Summary
Eyeless in Gaza revolves around the lives of a small group of the English upper middle classes, during a period of more than thirty years. The narrative falls into five distinct time periods: 1902 to 1904, 1914, 1926 to 1928, August, 1933, to February, 1934, and April, 1934, to 1935. A few chapters take place in 1912 and 1931. The narrative does not proceed chronologically, however, but continually jumps backward and forward. Chapter 1 takes place in August, 1933, but the next chapter jumps to 1934. Chapter 3 returns to 1933, and the two subsequent chapters take place in 1902 and 1926, respectively. This pattern continues throughout the book.
In terms of the narrative rather than the chronological order of events, the novel starts and ends with the focus on Anthony Beavis and his lover Helen Ledwidge, formerly Helen Amberley. Their growth to a more mature, less irresponsible way of living is one of the key elements in the novel. Chronologically, however, the novel begins as the ten-year-old Anthony accompanies his father and his uncle to the funeral of his mother. It is here that he first meets Mary Amberley, nine years his senior, destined to become his first mistress and already pregnant with Helen, also destined to become Anthony’s lover. This section of the narrative also relates Anthony’s experiences at private school, in which he makes friends with two fellow pupils, Brian Foxe and Mark Staithes.
The same cast of characters reappears ten years later at Oxford. The ambitious Mark desperately wants to be president of the Fabian society; Anthony, whose talents are more intellectual, discusses the nature of freedom with the serious-minded Brian. Their friendship, however, is destined to end tragically. At the instigation of Mary, Anthony seduces Brian’s fiancee, Joan Thursley, and Brian commits suicide when he discovers the betrayal.
It is in the fourth time period, from August, 1933, to February, 1934, that many of the most crucial events in the novel come to fruition. Anthony and the spirited and headstrong Helen have become lovers (although Helen is married to another of Anthony’s old school friends, Hugh Ledwidge). They have just made love in the hot noon sunshine, when an extraordinary event takes place, an event which provides strong impetus for Anthony’s development. A dog falls from an airplane, lands next to them, and soaks their naked bodies in blood. Anthony, seeing Helen’s distress, feels a wave of tenderness for her, and a complex of emotions which he has before refused to admit to consciousness comes rushing to the surface. Later, he realizes that his dispassionate pursuit of knowledge is not enough; he can no longer pretend to be the detached observer; he must become more directly involved in life itself. He agrees to join Mark on a dangerous expedition to Mexico to help a friend of Mark organize a political revolution, but after they reach Mexico, Mark falls from his horse and severely injures his leg. Riding off to search for a doctor, Anthony miraculously encounters the Scotsman James Miller, whose Buddhist-inspired philosophy of life has a deep effect on him.
Much of the final chronological phase of the novel is told through the medium of Anthony’s diary. Under Miller’s influence, he has been converted to pacifism. He starts to advocate techniques of meditation and acknowledges the need for universal love. He commits himself to a lifetime of continual development and of active involvement in changing the human condition, both physical and mental, individual and social, in the direction he has decided is the right one.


| TASK REQUIREMENTS |
What is needed is each line of the data below that holds the string "position".

Entries from a visual dataset:
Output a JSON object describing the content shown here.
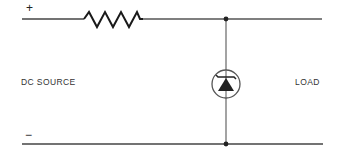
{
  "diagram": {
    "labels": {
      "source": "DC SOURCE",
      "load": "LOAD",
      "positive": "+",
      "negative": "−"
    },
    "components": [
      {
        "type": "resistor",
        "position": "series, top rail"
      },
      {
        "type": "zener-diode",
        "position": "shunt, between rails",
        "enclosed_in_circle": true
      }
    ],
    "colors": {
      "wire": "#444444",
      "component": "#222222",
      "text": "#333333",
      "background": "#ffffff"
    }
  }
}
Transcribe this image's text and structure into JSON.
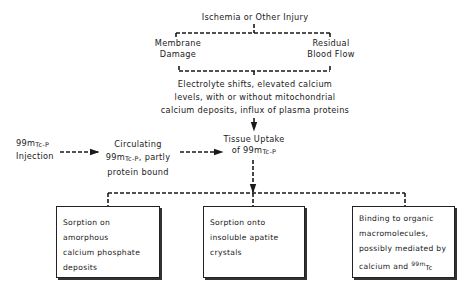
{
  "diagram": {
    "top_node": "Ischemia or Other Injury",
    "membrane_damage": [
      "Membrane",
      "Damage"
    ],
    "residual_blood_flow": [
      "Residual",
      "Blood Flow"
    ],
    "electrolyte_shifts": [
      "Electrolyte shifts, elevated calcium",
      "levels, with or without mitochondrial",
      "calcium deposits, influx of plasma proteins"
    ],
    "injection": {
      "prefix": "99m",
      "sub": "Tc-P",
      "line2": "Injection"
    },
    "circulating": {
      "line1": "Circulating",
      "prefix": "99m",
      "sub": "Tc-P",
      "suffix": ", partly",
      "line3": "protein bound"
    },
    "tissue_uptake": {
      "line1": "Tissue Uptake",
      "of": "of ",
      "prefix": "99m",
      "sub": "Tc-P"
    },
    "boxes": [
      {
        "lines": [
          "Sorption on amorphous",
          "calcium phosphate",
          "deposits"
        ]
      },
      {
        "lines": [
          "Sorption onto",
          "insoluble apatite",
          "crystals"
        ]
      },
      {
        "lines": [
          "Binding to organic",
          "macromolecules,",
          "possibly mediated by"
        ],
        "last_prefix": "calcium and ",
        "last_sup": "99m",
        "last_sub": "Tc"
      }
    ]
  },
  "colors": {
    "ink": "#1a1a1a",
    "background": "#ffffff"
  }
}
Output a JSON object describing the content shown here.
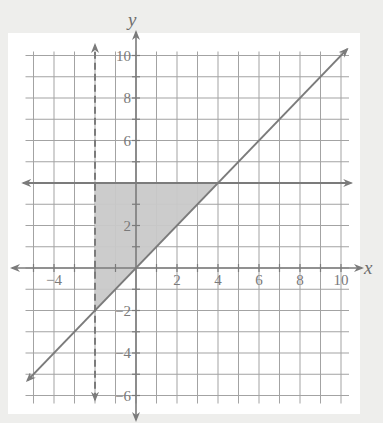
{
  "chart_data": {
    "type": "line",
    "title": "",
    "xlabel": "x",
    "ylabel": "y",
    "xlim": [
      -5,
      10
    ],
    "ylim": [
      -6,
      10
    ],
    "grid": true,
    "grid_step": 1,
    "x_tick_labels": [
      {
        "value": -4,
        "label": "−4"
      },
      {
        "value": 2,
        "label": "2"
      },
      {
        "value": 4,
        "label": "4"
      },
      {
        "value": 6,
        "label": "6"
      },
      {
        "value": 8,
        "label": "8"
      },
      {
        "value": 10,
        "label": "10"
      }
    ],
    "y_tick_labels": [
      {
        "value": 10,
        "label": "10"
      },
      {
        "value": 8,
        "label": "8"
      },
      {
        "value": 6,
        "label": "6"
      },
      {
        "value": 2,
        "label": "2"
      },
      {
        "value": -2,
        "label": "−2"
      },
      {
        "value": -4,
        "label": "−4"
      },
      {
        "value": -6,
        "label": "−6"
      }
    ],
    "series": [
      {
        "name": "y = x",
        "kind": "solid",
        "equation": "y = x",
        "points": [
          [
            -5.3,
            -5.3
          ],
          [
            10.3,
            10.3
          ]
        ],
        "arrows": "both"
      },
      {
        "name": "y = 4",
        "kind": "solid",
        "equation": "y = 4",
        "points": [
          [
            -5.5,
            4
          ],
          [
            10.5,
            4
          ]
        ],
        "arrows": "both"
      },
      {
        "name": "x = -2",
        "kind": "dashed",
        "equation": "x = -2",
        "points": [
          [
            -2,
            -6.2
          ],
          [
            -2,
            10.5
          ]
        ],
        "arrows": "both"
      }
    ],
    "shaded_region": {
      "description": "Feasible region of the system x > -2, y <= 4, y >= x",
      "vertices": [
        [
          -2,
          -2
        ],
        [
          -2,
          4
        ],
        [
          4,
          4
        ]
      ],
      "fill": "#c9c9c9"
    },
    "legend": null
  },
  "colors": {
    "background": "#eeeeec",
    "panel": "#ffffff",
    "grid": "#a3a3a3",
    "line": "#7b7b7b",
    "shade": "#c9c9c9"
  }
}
--
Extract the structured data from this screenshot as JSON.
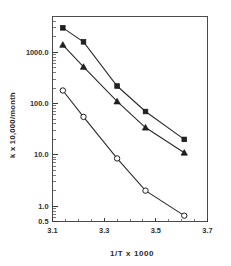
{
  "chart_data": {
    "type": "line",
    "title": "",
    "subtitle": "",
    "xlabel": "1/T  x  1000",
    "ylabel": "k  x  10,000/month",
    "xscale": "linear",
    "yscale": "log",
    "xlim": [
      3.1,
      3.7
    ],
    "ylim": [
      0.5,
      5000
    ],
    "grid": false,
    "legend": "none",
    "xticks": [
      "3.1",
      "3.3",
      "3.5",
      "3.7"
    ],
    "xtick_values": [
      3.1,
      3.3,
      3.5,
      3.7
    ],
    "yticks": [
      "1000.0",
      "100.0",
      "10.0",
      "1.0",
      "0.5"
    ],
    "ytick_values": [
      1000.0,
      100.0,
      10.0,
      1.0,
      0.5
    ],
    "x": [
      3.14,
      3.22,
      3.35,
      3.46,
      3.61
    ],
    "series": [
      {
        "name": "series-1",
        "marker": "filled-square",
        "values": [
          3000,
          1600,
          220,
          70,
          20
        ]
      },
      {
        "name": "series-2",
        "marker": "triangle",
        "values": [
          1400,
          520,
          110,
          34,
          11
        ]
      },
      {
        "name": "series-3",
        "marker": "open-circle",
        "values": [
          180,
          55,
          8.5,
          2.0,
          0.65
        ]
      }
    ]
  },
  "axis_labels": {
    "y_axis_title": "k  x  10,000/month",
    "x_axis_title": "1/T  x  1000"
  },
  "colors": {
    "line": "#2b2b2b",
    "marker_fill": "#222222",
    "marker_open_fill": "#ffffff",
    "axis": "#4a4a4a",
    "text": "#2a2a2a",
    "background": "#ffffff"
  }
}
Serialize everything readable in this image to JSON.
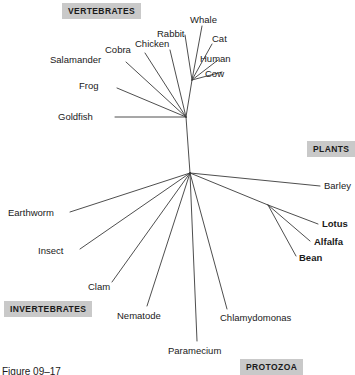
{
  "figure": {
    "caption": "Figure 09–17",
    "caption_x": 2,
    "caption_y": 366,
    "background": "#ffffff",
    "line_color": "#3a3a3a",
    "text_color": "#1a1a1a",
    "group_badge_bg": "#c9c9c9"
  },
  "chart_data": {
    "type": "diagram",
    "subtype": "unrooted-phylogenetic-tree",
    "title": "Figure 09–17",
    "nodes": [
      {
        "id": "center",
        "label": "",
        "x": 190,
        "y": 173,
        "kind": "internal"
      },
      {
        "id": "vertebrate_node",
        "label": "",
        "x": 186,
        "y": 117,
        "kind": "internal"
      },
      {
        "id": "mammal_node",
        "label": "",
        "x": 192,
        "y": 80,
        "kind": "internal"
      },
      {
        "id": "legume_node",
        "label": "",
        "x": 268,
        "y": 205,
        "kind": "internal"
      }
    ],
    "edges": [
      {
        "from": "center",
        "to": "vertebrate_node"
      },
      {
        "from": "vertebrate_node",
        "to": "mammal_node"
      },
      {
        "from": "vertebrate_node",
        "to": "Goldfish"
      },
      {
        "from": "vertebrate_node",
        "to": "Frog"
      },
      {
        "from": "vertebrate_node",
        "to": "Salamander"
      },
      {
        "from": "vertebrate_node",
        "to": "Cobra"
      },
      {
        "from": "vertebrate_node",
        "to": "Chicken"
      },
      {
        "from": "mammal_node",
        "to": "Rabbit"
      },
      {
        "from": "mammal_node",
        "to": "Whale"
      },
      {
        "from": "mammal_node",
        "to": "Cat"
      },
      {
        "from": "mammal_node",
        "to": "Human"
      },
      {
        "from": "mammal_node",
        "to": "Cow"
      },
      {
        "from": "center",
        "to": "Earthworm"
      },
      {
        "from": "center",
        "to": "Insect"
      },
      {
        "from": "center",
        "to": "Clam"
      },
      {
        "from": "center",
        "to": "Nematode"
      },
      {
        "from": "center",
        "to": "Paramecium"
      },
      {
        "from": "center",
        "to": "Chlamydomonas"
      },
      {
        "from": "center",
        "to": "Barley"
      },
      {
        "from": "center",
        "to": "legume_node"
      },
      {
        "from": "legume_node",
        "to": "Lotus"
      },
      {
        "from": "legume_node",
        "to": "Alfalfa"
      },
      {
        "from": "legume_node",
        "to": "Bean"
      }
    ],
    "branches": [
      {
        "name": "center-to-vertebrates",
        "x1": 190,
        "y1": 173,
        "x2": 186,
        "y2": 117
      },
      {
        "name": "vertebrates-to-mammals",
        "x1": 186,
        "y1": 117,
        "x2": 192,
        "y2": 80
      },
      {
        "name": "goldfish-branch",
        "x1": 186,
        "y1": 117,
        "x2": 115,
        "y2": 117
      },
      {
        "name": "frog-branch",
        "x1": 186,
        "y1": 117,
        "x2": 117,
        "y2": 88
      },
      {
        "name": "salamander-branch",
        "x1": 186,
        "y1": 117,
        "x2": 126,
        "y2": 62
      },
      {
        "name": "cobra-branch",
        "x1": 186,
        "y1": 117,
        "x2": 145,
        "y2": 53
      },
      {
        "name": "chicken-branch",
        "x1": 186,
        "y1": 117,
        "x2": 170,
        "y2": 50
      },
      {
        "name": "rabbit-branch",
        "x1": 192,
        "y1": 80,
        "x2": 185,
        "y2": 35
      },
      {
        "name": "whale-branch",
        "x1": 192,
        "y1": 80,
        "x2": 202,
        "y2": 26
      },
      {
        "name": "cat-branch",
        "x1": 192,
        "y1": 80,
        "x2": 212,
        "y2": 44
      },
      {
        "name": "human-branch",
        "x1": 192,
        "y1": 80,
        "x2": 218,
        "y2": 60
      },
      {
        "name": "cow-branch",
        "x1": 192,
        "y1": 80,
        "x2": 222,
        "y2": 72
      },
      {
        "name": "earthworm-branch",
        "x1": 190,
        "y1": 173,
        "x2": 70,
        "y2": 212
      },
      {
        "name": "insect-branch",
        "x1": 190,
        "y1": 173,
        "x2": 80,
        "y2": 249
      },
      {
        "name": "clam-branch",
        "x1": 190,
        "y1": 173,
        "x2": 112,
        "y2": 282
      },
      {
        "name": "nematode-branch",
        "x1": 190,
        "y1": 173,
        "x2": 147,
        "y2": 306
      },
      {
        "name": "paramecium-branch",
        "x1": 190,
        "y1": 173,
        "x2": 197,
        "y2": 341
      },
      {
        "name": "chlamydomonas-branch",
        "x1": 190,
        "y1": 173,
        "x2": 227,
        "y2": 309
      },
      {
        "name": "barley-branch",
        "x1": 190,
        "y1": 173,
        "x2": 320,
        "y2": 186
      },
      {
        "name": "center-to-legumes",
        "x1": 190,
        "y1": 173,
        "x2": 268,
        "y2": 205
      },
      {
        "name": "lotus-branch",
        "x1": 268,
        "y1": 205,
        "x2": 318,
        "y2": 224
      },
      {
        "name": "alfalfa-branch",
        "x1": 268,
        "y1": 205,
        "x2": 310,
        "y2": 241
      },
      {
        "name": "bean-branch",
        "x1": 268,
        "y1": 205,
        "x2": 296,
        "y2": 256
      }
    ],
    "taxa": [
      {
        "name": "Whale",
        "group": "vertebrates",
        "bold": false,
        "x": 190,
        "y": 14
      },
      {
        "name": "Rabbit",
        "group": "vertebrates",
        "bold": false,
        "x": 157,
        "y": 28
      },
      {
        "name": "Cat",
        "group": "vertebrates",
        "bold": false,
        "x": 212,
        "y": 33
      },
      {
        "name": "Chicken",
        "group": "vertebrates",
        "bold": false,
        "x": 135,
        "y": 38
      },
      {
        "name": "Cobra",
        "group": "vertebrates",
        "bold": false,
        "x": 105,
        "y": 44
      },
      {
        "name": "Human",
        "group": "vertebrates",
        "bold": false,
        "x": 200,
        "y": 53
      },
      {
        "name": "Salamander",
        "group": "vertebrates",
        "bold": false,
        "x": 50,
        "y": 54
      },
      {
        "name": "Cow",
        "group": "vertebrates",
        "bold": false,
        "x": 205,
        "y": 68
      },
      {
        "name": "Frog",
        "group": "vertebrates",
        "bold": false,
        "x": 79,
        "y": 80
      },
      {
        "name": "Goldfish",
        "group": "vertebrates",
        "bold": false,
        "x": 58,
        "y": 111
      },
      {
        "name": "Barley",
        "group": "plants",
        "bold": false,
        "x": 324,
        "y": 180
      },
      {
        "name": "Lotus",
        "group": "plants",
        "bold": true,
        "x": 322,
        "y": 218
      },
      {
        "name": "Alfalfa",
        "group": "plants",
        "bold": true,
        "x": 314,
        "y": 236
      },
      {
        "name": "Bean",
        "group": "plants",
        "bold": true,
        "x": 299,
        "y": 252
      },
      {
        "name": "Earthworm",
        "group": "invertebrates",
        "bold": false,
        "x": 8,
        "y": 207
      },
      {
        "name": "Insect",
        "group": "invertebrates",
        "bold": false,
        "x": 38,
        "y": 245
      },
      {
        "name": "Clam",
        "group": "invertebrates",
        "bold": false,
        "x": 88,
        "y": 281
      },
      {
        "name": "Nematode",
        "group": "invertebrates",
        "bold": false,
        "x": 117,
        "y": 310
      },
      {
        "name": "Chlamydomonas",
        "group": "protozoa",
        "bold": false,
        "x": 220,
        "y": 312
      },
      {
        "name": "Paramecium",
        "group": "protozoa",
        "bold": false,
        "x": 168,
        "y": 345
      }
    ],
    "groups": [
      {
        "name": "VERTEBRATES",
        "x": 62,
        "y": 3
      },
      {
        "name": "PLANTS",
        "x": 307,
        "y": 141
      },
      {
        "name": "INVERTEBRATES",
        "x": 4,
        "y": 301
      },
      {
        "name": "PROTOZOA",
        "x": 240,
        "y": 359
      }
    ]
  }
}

| SOLUTION TO THIS EXERCISE |
        "position": "series, top rail"
        "position": "shunt, between rails",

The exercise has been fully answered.